Most running apps give you a number. “Your predicted 10K time is 52:30.” Clean, precise, satisfying — and dishonest.

Because no model can predict your race time to the second. The weather on race day, how you slept, the course profile, whether you paced the first mile correctly, the person next to you who started too fast and pulled you with them — all of these affect your finish time in ways no algorithm can anticipate.

Pacewright gives you a range instead. Here’s why.

Precision vs Accuracy

A prediction of “52:30” is precise. A prediction of “50:45 to 54:15” is less precise but more accurate — because your actual finish time almost certainly falls somewhere in a window, not on a single point.

False precision is worse than honest imprecision. If the app says 52:30 and you finish in 54:00, you think you underperformed. But you didn’t — 54:00 was always within the realistic window. The app just didn’t tell you that.

Where Ranges Appear in Pacewright

Race predictions use a P20-P80 confidence interval — roughly an 80% chance your actual time falls within the range. The interval width depends on data quality: recent race data produces a tight range; old training-only data produces a wide one. The minimum range is ±3%, because even the best data can’t account for race-day variables.

Recovery windows are ranges, not single numbers. An easy run needs 0-24 hours of recovery. VO2max intervals need 48-72 hours. Your body doesn’t recover on a precise schedule — biology is messier than that.

Volume increase caps vary by mileage level rather than applying a universal percentage. The “safe weekly increase” is 5-20% depending on where you are, not a single number that pretends all runners are the same.

Detraining estimates are ranges too. Seven days off costs 2-4% of fitness, not a precise 3%. Fourteen days costs 4-8%. The variation depends on your training history, fitness level, and what you did (or didn’t do) during the break.

Why This Matters

A single number creates a target. A target creates pressure. Pressure creates bad decisions — running faster than you should in mile 1 because the prediction says you “should” hit a certain pace.

A range creates a window. A window gives you room to execute. If your range is 50:45 to 54:15, you know that anything in there is a solid performance. You can run your race by effort, check in at the halfway point, and adjust — rather than chasing a specific number that might not have been realistic for today’s conditions.

The Transparency Layer

Every range in Pacewright comes with an explanation of what determined its width. Race predictions tell you which models were used, how old the data is, and what factors widened the interval. Recovery estimates tell you what workout type drove the recommendation.

You don’t just see a range — you see why it’s that wide. If you want a tighter prediction, the app tells you what data would narrow it (a recent race at a similar distance, for example). That’s more useful than a false single number.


## WORK TASK:
Where the string "pixels" shows up in a line of the records, copy that line.

## SOURCE DATA:
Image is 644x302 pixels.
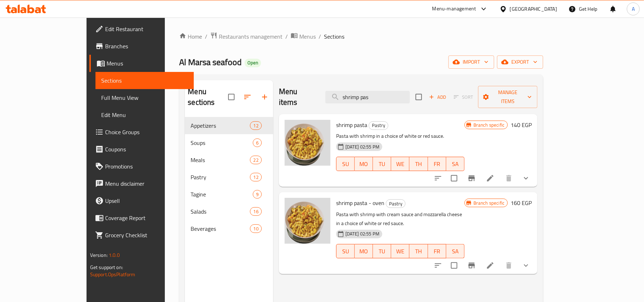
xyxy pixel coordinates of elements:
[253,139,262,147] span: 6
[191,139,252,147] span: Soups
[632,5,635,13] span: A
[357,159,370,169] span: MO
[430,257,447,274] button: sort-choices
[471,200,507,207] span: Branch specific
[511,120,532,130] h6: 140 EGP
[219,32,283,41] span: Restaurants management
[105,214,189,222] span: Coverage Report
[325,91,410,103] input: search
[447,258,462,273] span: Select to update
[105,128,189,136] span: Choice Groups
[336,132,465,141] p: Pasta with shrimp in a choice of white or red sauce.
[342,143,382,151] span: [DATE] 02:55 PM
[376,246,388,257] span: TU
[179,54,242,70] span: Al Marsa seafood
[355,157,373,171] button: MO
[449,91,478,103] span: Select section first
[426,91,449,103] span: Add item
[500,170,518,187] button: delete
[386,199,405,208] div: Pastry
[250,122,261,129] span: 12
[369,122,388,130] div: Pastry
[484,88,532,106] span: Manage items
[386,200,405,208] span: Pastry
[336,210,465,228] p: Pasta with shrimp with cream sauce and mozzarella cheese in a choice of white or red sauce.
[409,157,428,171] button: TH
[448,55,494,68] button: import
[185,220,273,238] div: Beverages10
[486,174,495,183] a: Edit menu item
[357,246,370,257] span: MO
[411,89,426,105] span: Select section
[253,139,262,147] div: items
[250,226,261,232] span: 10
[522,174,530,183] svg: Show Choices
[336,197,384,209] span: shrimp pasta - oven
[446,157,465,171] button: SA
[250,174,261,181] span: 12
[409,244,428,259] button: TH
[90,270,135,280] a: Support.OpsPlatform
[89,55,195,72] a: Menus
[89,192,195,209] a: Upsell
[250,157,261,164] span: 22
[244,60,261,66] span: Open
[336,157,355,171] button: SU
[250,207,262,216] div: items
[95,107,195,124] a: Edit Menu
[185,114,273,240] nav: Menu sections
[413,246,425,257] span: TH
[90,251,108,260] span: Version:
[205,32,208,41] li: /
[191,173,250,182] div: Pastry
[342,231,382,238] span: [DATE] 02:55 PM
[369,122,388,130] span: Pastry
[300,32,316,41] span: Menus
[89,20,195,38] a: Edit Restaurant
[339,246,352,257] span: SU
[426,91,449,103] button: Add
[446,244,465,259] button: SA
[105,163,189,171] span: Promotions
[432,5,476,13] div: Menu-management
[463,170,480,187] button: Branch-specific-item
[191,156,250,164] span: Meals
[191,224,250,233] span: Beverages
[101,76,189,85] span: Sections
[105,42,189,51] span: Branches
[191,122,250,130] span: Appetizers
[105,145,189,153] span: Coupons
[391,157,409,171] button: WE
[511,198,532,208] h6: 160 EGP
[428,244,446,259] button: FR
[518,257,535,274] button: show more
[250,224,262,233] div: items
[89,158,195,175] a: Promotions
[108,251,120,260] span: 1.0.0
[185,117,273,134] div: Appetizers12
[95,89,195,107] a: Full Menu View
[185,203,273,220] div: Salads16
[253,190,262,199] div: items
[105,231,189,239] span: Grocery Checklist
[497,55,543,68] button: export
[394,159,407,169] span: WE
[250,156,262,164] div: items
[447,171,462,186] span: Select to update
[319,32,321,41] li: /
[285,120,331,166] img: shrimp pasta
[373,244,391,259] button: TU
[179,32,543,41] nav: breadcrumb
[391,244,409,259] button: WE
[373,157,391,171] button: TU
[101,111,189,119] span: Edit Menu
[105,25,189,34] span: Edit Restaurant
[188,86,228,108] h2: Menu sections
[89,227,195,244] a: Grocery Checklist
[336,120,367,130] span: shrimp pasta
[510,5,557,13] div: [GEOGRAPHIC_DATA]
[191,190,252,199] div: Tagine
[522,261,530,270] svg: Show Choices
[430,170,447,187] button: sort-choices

---

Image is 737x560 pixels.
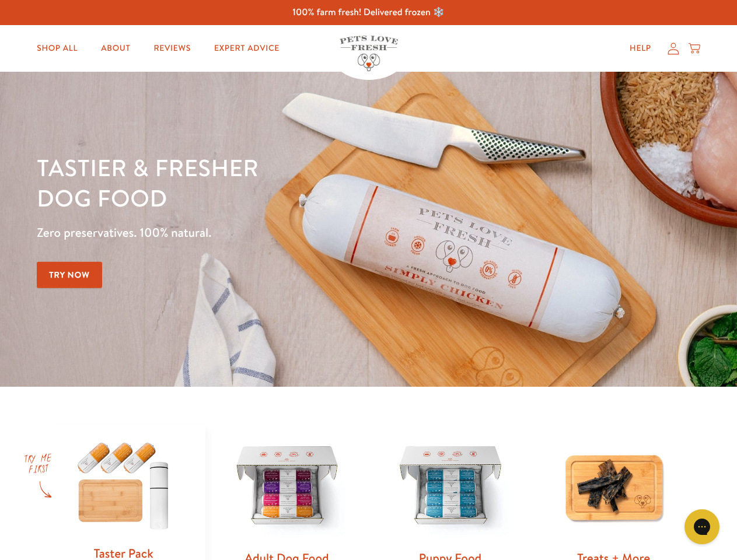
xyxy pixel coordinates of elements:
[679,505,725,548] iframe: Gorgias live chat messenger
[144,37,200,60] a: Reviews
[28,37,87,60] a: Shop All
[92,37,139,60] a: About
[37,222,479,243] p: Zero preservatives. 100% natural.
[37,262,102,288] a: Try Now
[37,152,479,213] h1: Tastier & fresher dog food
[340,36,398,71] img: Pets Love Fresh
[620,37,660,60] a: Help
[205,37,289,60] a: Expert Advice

## WRITTEN RESPONSE:
Image is 644x302 pixels.
Image is 737x560 pixels.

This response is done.